Saturday, July 13, 2013


Fred Vargas



The Ghost Riders of Ordebec.  Fred Vargas.  2013.  Pp360. $36.99

Ken Strongman

To be clear from the start, Fred Vargas is a French woman, an historian by background.  “The Ghost riders of Ordebec” is the latest in her thinking person’s crime series involving Commissaire (equivalent to Superintendent) Adamsberg and his unlikely, quirkily talented crew of Parisian detectives.  Vargas’s novels are completely absorbing, this being the most compelling so far.

Adamsberg is drawn into three cases at once – at least he considers them to be cases, although his superiors might disagree.  A pigeon is found outside the cop shop, forlorn and malnourished, its feet having been tied together.  A wealthy industrialist is found burned to death in his car, a local tearaway being seen as the perpetrator – he has torched cars previously.  And Adamsberg is visited by a demure woman from Ordebec in the Normandy countryside, with a story that the ghost riders have been seen again in the woods by her daughter and have begun to seize and kill the locals.

The various plots thicken and interweave, more deaths occurring with complexities twisting their way onto every page.  But the plots, although very well contrived, are not what makes Vargas’s books unique in crime fiction.  Rather, it is character and atmosphere.

Adamsberg is so vague that his unfocused thinking barely reaches the level of intuition.  He is small, shabbily dressed and drifts through his life and work, but remains highly respected by his team.  Each of his detectives is flawed – lazy, unintelligent, rigid, having a sleep or a drinking disorder and so on.  But between them they have the skills to be effective.

Adamsberg is not unlike Mr Spock in Startrek.  He seems almost emotionless and so, therefore, do “The Ghost Riders” and Vargas’s other books.  The description of events is detailed, engulfing one into this somewhat odd world.  Although some of the events are extreme, they seem to occur in an almost passionless atmosphere.  People have feelings but they are described in a remote and somehow detached way.  And if the detectives are quirky, then those who live in the Normandy countryside demonstrate what quirkiness really is. The atmosphere that all this engenders is a delightful concoction of a good-humoured, tongue-in-cheek irony.

One cannot help becoming caught up in Adamsberg’s unusual world as he drifts from the pigeon to the torched car to the ghost riders and from Paris to Normandy.  All the while he is getting to know his son of 28 of whose existence he has only just become aware – perhaps the extreme of drifting through life. The son is curiously like the father.


Fred Vargas is a subtle writer who makes her characters fascinatingly believable.  Adamsberg is a wonderful creation but whether he would be tolerated in a real gendarmerie is another matter.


- WHAT THIS TASK INVOLVES -
Each of the lines from the one that contains "This screenshot has width=664, height=394." to the end of the entries below should be output exactly.

== Segment start ==

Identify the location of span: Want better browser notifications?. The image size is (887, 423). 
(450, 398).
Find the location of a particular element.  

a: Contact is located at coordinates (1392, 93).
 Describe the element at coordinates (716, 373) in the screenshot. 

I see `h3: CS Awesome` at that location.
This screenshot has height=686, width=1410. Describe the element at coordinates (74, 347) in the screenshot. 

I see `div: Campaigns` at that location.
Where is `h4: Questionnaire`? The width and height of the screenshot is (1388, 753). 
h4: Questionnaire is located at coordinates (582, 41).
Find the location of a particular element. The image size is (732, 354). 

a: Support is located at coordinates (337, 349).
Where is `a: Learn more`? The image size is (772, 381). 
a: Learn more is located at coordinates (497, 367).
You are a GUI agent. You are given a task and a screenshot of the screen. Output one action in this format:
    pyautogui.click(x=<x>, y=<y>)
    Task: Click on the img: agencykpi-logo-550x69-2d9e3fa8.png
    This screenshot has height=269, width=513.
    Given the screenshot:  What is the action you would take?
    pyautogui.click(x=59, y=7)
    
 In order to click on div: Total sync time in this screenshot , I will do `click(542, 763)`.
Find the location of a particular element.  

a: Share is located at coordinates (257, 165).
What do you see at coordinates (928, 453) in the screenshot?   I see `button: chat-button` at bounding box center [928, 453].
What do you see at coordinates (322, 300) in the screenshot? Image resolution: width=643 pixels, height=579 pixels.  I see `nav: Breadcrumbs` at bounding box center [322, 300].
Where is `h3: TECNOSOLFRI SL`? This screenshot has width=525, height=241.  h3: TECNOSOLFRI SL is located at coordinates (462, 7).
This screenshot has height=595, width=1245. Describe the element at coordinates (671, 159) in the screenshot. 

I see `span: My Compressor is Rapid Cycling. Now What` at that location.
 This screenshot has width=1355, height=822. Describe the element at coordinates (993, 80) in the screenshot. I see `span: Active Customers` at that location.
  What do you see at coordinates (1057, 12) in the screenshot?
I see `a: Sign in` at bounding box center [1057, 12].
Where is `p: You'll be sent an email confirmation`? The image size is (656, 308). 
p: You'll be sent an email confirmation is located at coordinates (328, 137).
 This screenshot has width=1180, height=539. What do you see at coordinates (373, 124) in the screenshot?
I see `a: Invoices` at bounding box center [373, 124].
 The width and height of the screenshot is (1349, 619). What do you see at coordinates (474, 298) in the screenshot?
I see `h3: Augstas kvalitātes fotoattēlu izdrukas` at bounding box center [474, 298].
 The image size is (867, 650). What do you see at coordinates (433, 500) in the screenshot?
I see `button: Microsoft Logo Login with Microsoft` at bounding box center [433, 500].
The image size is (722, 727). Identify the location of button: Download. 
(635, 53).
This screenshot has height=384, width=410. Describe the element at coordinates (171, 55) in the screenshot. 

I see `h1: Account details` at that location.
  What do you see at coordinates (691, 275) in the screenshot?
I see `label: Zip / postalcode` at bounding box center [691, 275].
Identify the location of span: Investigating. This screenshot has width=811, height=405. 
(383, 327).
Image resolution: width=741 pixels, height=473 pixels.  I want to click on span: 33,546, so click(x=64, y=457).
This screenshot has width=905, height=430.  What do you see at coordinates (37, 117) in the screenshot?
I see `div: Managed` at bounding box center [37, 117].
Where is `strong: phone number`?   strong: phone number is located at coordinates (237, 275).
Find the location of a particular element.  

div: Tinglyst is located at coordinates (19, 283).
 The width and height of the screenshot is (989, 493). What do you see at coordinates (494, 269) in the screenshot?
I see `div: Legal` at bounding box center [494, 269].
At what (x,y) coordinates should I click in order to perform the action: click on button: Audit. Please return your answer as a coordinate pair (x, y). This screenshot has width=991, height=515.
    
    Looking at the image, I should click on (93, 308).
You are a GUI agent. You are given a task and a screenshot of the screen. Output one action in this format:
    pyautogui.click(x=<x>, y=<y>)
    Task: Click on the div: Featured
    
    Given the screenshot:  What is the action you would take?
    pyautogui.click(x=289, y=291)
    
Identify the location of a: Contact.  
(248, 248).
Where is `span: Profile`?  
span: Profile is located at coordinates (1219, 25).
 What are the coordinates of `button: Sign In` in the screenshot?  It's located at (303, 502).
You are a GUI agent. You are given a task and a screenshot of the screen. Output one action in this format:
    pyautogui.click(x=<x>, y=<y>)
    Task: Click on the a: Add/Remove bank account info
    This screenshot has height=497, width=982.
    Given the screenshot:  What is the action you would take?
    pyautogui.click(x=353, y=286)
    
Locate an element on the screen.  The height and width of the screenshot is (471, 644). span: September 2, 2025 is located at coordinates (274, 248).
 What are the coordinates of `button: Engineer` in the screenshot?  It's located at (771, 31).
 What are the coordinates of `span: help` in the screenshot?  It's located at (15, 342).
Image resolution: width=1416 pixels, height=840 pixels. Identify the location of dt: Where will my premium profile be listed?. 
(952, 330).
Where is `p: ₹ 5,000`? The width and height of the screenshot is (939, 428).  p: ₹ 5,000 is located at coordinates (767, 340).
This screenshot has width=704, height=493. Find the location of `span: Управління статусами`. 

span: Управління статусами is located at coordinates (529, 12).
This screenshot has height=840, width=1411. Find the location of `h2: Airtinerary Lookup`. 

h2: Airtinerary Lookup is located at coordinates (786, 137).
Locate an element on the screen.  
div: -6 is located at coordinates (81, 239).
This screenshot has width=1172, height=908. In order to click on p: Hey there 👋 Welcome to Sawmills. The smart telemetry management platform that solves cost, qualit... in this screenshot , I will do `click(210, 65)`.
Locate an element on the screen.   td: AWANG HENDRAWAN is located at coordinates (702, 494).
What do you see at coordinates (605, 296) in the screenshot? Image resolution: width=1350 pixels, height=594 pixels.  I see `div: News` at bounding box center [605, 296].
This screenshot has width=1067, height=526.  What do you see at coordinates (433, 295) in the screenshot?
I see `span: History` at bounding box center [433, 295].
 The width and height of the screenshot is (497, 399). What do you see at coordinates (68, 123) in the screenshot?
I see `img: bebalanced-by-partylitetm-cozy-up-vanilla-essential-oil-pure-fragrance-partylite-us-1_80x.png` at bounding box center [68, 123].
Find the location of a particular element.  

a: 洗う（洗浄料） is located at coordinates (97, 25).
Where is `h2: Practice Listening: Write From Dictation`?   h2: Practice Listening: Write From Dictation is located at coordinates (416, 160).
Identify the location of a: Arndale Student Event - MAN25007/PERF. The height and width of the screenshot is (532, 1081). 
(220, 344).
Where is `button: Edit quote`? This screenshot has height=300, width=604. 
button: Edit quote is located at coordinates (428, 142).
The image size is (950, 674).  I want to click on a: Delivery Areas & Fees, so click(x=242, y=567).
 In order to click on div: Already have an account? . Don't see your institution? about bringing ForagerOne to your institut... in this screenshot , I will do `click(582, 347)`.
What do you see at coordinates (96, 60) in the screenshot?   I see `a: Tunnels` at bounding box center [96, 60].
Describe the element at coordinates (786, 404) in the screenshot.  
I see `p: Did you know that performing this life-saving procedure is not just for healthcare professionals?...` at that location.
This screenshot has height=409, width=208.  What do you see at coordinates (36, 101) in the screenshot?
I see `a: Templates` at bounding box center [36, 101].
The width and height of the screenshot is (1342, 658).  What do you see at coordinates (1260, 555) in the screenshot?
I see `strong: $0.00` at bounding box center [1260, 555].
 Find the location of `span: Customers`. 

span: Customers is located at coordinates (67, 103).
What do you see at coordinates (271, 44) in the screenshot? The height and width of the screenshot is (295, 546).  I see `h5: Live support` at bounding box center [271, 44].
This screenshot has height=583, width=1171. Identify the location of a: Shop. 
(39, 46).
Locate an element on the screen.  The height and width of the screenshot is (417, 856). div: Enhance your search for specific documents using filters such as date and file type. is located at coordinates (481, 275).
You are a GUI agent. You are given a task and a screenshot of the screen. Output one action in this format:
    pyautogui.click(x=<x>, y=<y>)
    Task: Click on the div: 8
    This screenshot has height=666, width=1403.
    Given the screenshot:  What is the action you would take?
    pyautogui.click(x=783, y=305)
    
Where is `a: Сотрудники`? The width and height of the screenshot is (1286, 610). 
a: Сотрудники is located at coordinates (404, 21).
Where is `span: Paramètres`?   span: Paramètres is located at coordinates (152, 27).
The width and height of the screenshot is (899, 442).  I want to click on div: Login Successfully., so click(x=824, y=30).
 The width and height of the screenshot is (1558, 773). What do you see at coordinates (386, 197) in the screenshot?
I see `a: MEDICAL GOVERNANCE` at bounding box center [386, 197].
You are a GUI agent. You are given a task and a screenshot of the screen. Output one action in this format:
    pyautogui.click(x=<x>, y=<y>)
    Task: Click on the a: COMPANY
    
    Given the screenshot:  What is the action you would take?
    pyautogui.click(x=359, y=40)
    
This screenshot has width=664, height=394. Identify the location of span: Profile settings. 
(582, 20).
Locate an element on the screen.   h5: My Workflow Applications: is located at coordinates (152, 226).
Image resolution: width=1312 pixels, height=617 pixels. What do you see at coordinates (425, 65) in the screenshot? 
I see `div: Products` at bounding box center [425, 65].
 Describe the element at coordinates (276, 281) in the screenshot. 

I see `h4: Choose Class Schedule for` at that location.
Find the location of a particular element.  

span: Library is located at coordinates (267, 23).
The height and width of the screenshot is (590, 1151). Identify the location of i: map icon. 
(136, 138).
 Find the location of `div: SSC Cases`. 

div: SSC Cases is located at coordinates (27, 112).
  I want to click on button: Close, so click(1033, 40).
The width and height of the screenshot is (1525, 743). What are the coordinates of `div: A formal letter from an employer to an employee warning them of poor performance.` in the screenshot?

== Segment end ==

- RESPONSE TO THE EXERCISE -
This screenshot has width=664, height=394. Identify the location of span: Profile settings. 
(582, 20).
Locate an element on the screen.   h5: My Workflow Applications: is located at coordinates (152, 226).
Image resolution: width=1312 pixels, height=617 pixels. What do you see at coordinates (425, 65) in the screenshot? 
I see `div: Products` at bounding box center [425, 65].
 Describe the element at coordinates (276, 281) in the screenshot. 

I see `h4: Choose Class Schedule for` at that location.
Find the location of a particular element.  

span: Library is located at coordinates (267, 23).
The height and width of the screenshot is (590, 1151). Identify the location of i: map icon. 
(136, 138).
 Find the location of `div: SSC Cases`. 

div: SSC Cases is located at coordinates (27, 112).
  I want to click on button: Close, so click(1033, 40).
The width and height of the screenshot is (1525, 743). What are the coordinates of `div: A formal letter from an employer to an employee warning them of poor performance.` in the screenshot?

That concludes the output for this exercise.